And he wondered briefly what was wrong with him.
Perhaps Lesser Lord Kusanali's teachings were more effective than he first thought.
----
The ugly mark on the nape of his neck; a branding that forever connected him to her.
Despite everything, he was still his mother's child.
He felt that fact sometimes burrow deep under his artificial skin, like a worm, travelling along the path of his nerves and up his spine to the center of his brain. A parasite he could try to get rid of as much as he liked, but utterly futile all the same.
He scratched irritably at his neck and Nahida chided him, just the same way she scolded him when he woke up hating the color of his hair or the way his puppet-joints creaked in the mornings.
"I know it feels awful," she had told him in the beginning, "but acceptance is a slippery slope. It's nice to be wanted by other people, but it doesn't define you. You're not the same as the person who created you."
And yet, on the worst of days, he felt as if he could see reflections of her in him.
Reflections of what he hated the most; what he wanted to get rid of the most.
The heart he wanted to bury ached. And he only detested it more.
The electro symbol seemed to burn into him.
Maybe what he wanted in the past was for her to see him; to acknowledge his worth. Instead of being cast away like unwanted trash, he wondered sometimes where his life would be had he not cried that day. He wondered what it would have been like if Beezlebub - his mother - had listened to her fox familiar and killed him.
His anemo vision was like a life jacket when he was drowning in the ocean.
Proof that he could be someone else; proof that he could live on; proof that he could be free.
The traveler, too, was a surprising reassurance.
"Your name," they said thoughtfully, although some hint of hatred still laced their voice, he could somehow tell that they wouldn't take this matter lightly. "How about this-"
Though only he, Nahida, and the traveller knew his new name, he could feel it in his heart, as if repairing the cracks and breathing fresh life into him.
"It means beloved first son," the traveler said, smiling. "Or, alternatively, it could be interpreted to mean 'freedom.'"
He decided the traveler was surprisingly good at names.
Sumeru was different from Inazuma. His life here was different as well. Just as his new name gave him life, he could feel the breeze of dendro and anemo lilt into his body and sway him, coaxing him further from the life he had left.
The Akademiya was annoying, however, but he found life there peaceful.
Students were often there to pester him, asking him to join in on their activities, to teach them some new topic, or even just to spend the day idling with him around the library.
Just as he had grown used to his old life of cold hardship, begging to be seen or to be heard, he also got used to people and their confusing, yet somehow innate, nature that lures him closer and closer, until even the sharpest shards of loneliness seemed to melt away.
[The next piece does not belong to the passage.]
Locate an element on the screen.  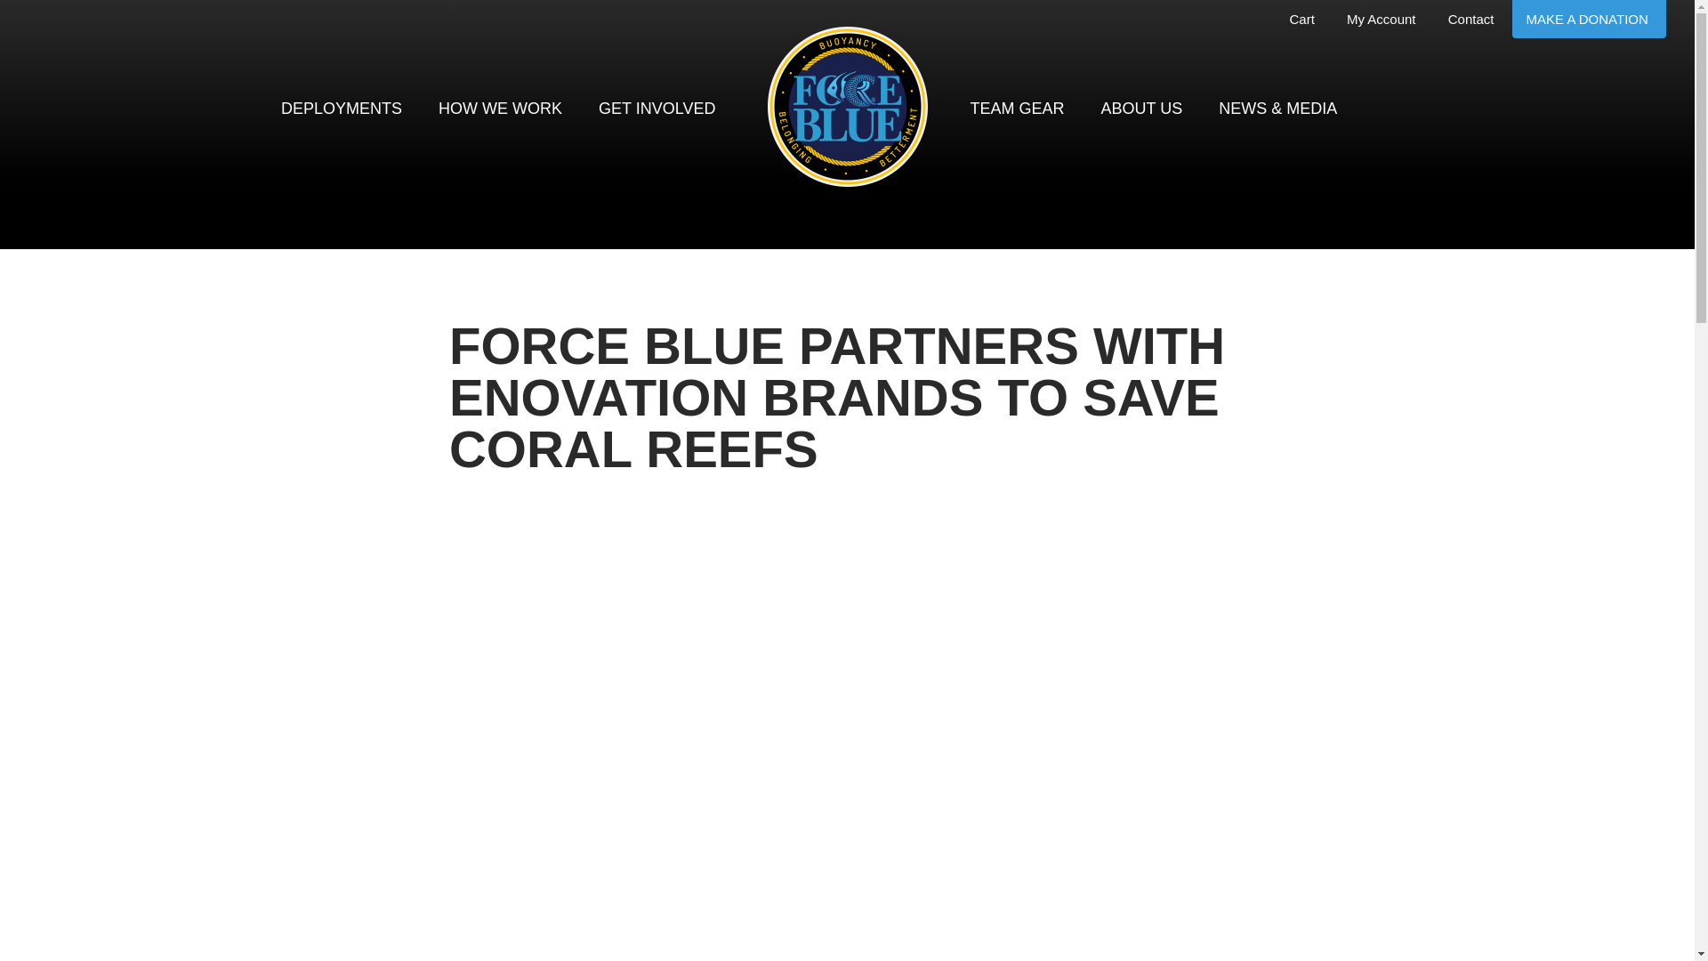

He breathed easily for the first time in a century.
-------
One day, Nahida had asked him to climb to the top of the Akademiya with her.
Nahida reached up and grasped his hand firmly. He reluctantly held it back.
"How are you enjoying it here?" she asked.
He looked out across the sea, and again the wind shifted inside him, stirring, lifting, peacefully. Nahida's green eyes looked up at him and he was struck with a sudden realization that he might be lost, living out life until an unknown number, immortally, perhaps even until the last of Teyvat would crumble under the heavenly principles, but if the air could blow like this for even one day out of year, if the scenery could manage to be this beautiful for even a tenth of a second every decade, if he could feel like this every so often, or at least with a guarantee that it would return,
"I wouldn't mind staying for awhile."